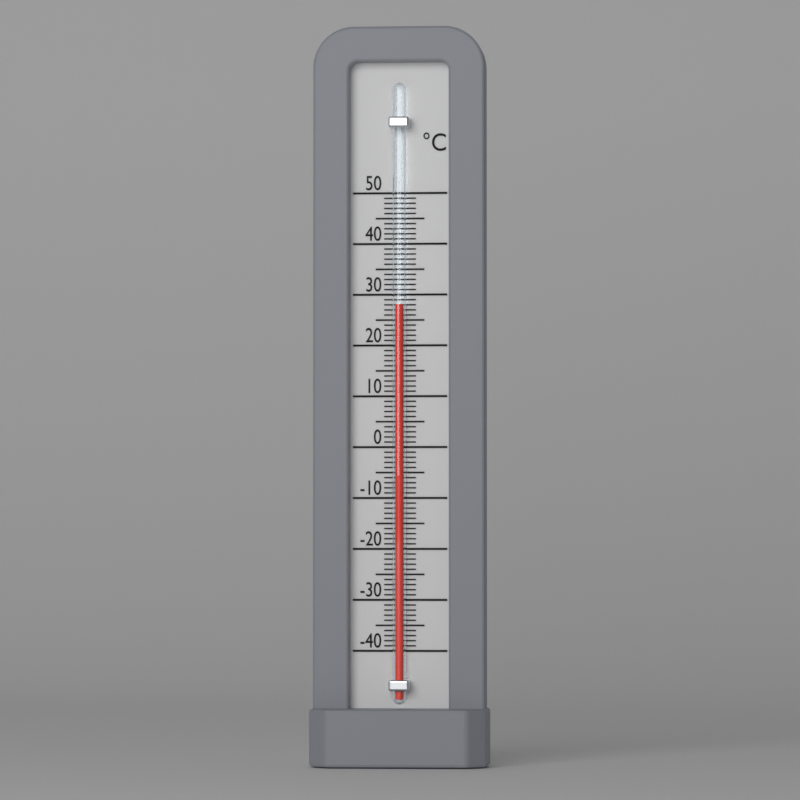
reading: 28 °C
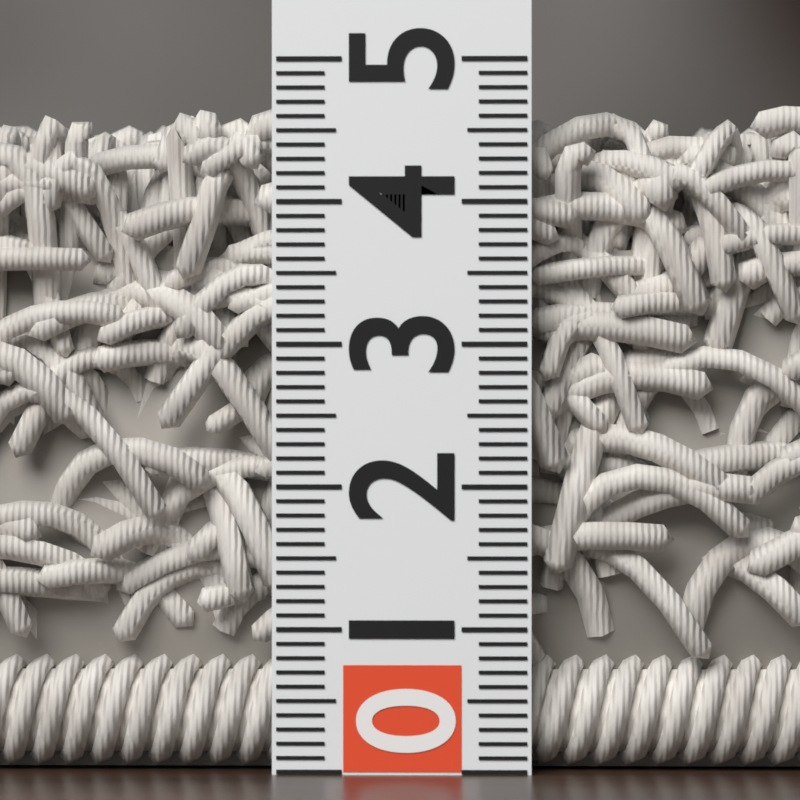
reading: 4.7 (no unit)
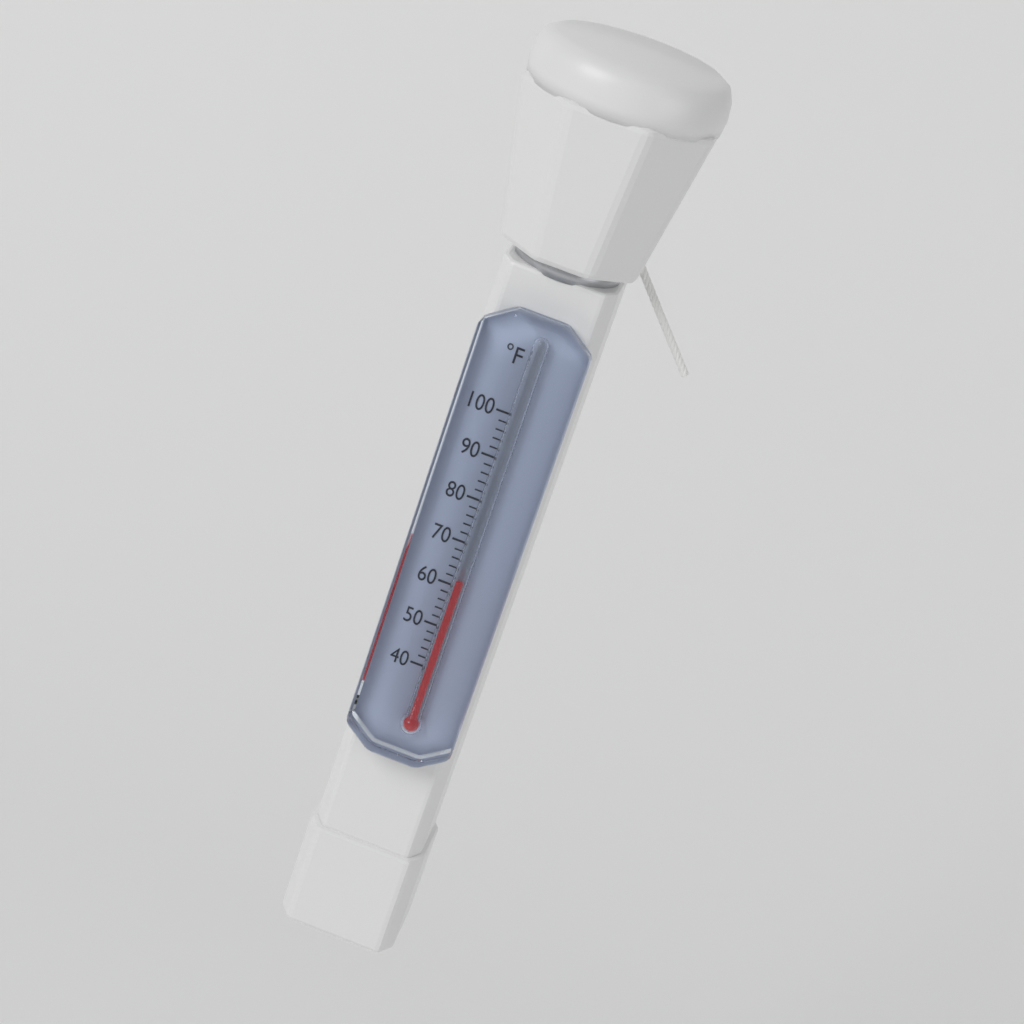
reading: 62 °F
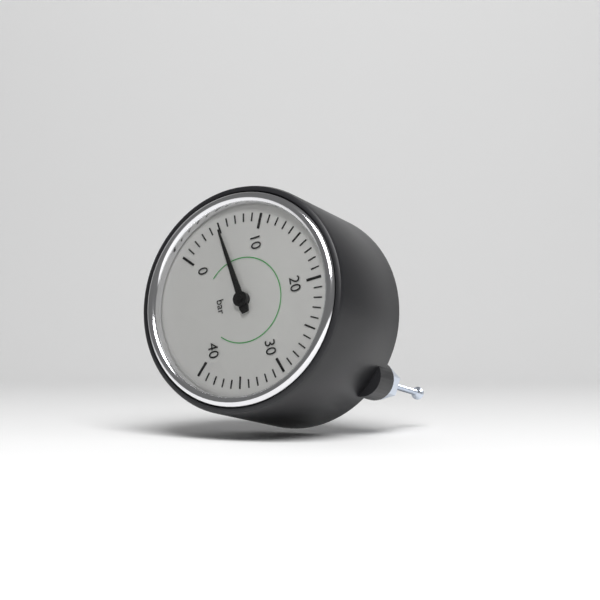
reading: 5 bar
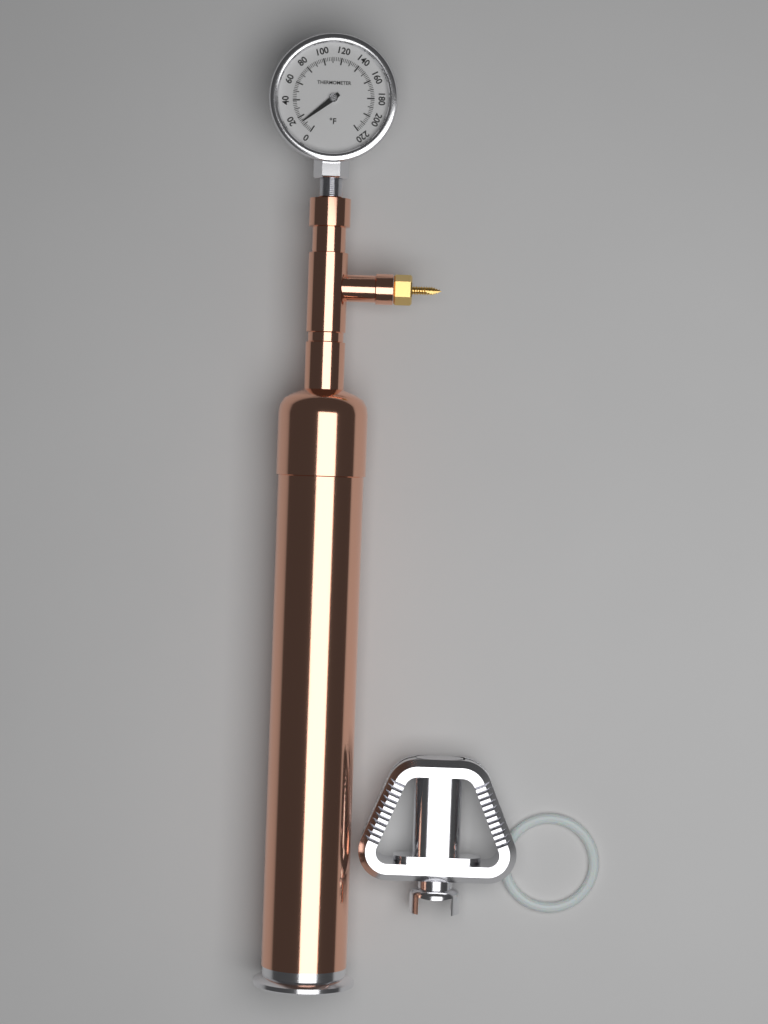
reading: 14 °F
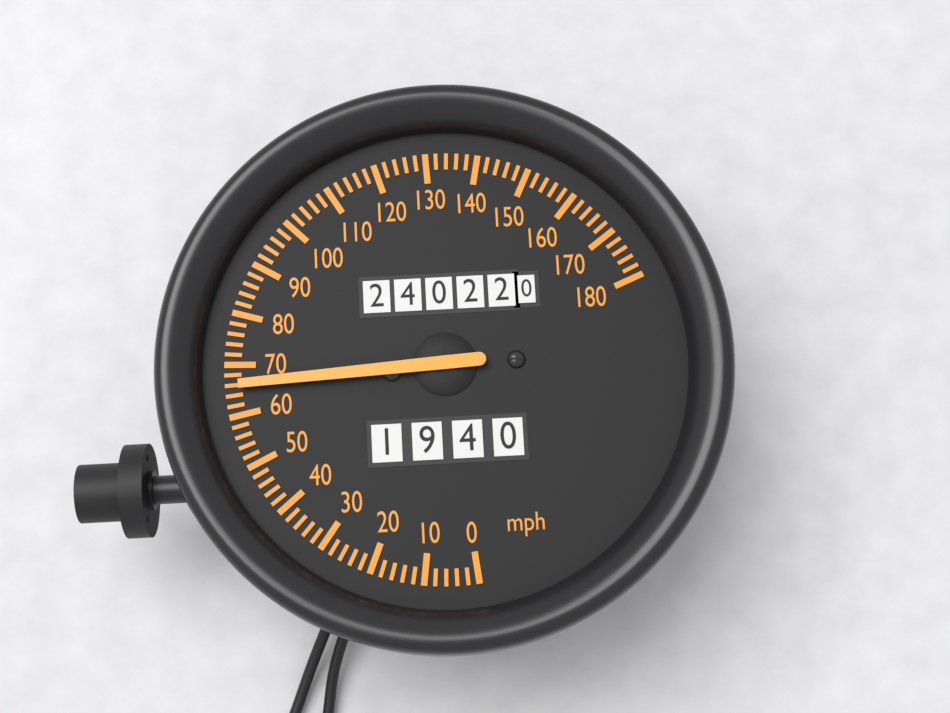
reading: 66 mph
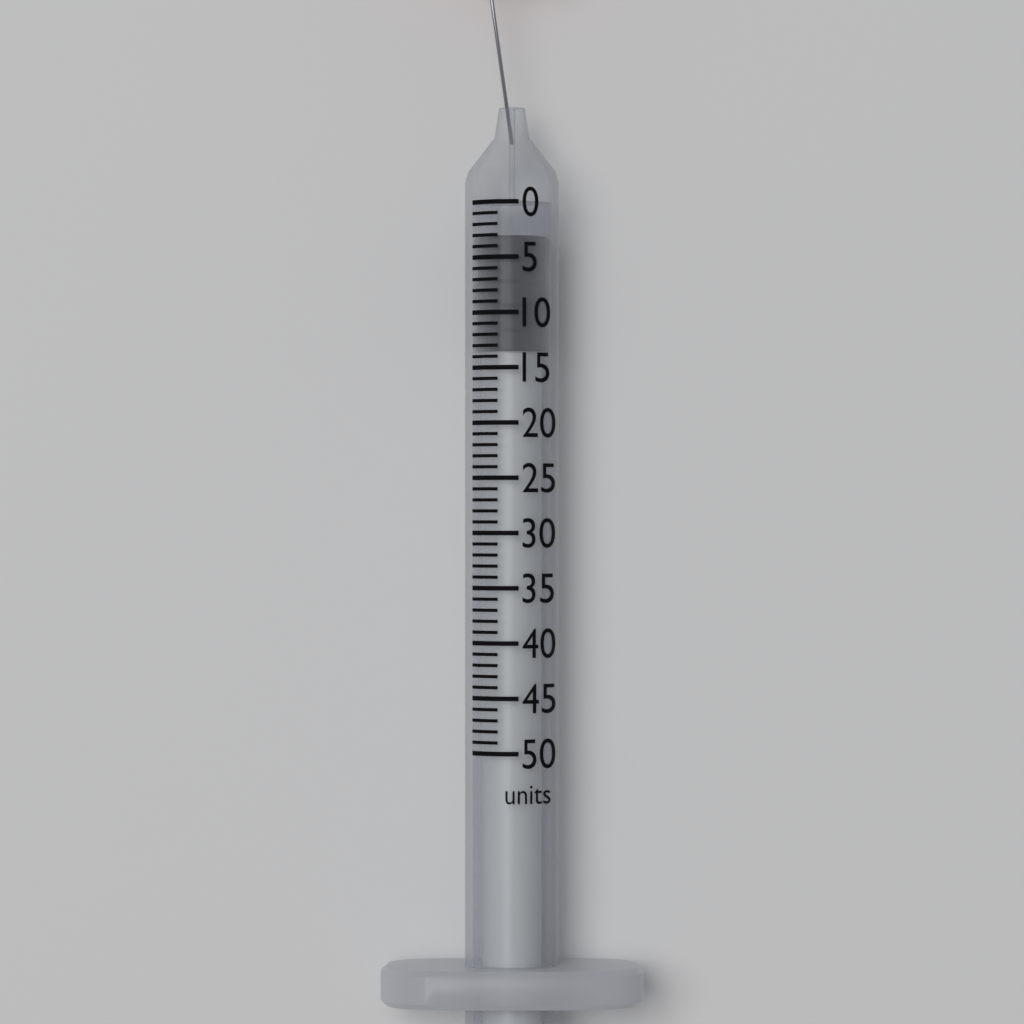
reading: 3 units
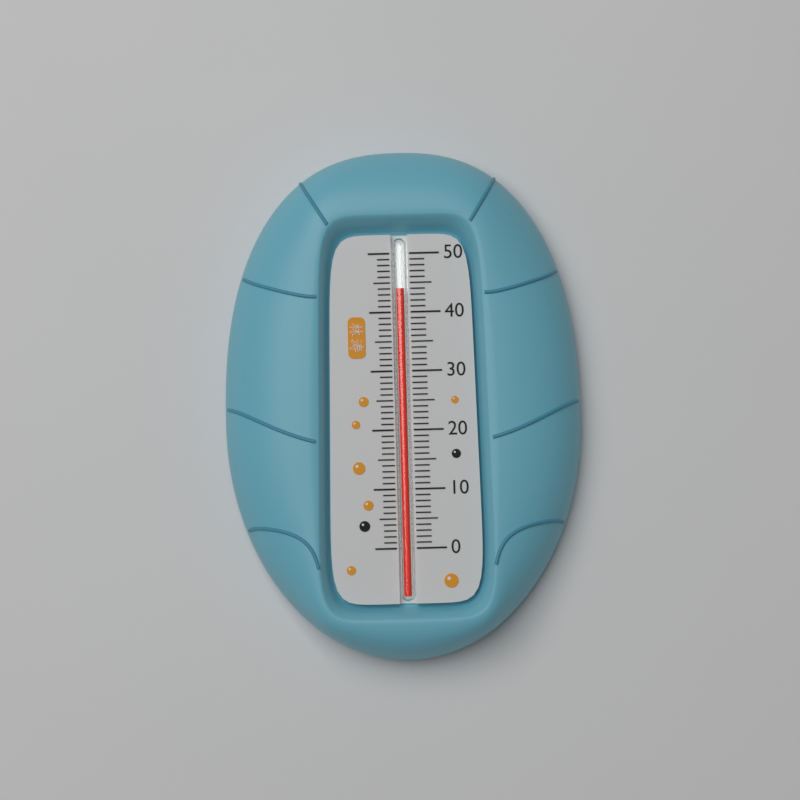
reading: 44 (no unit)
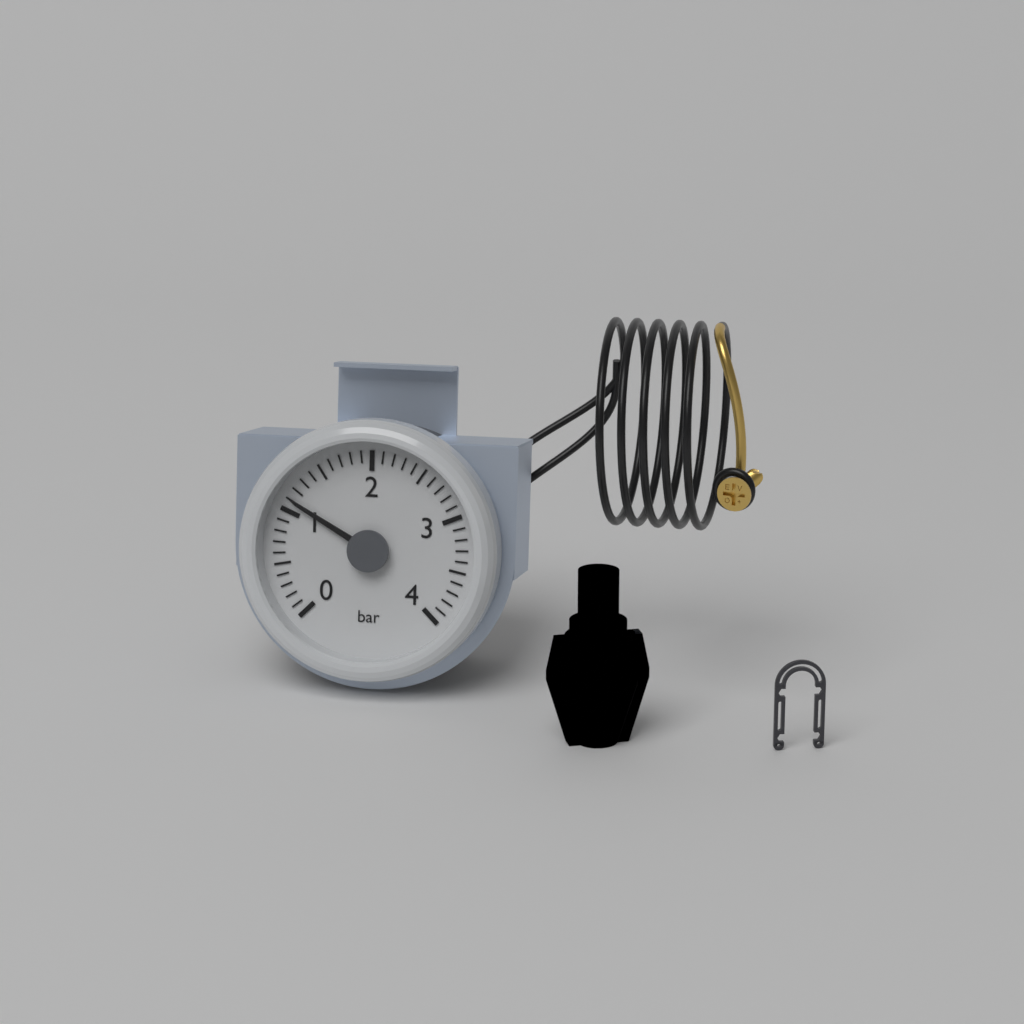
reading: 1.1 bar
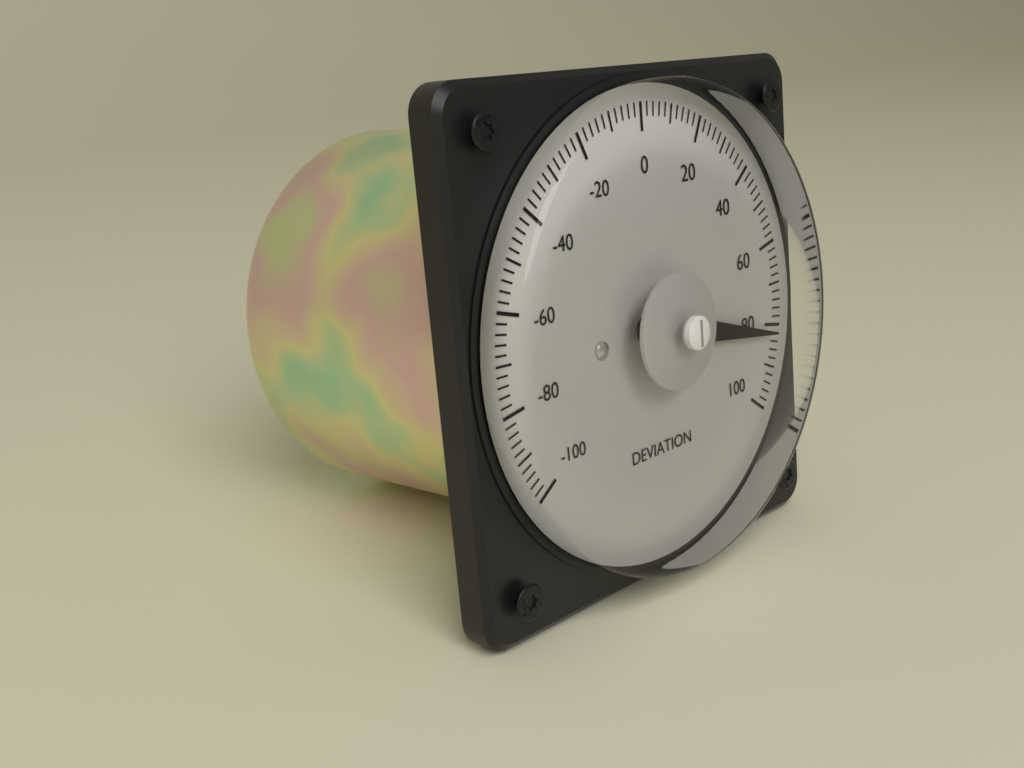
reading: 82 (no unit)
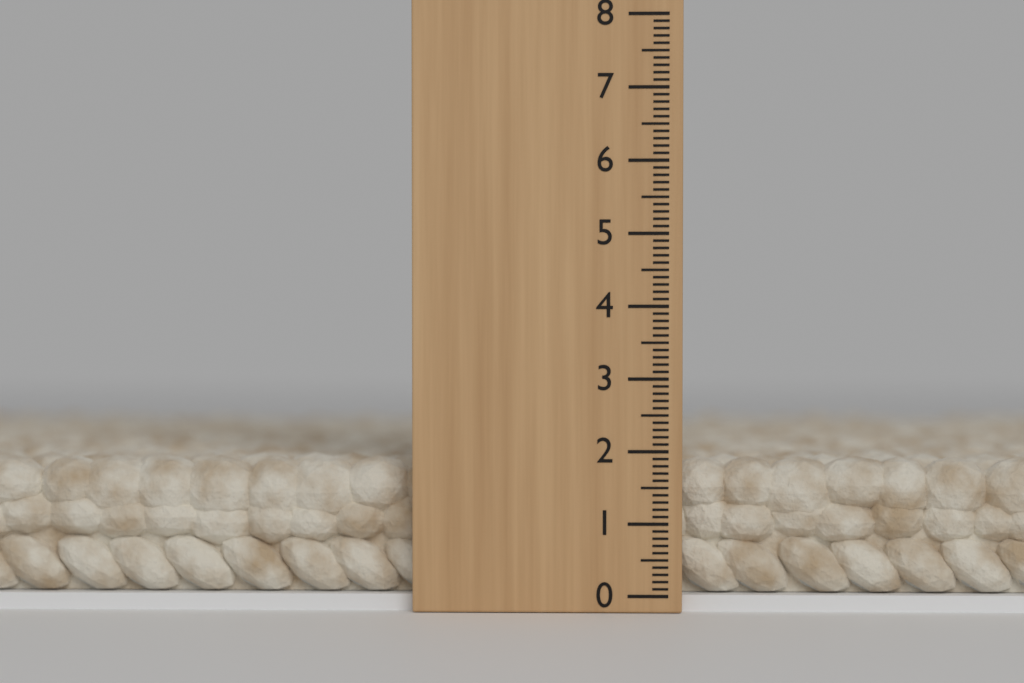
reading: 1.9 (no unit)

━━━━━━

### TASK DETAILS
A verbatim copy of the entries, without the pictures, is what this task requires.

### EXERCISE RESULT
reading: 28 °C
reading: 4.7 (no unit)
reading: 62 °F
reading: 5 bar
reading: 14 °F
reading: 66 mph
reading: 3 units
reading: 44 (no unit)
reading: 1.1 bar
reading: 82 (no unit)
reading: 1.9 (no unit)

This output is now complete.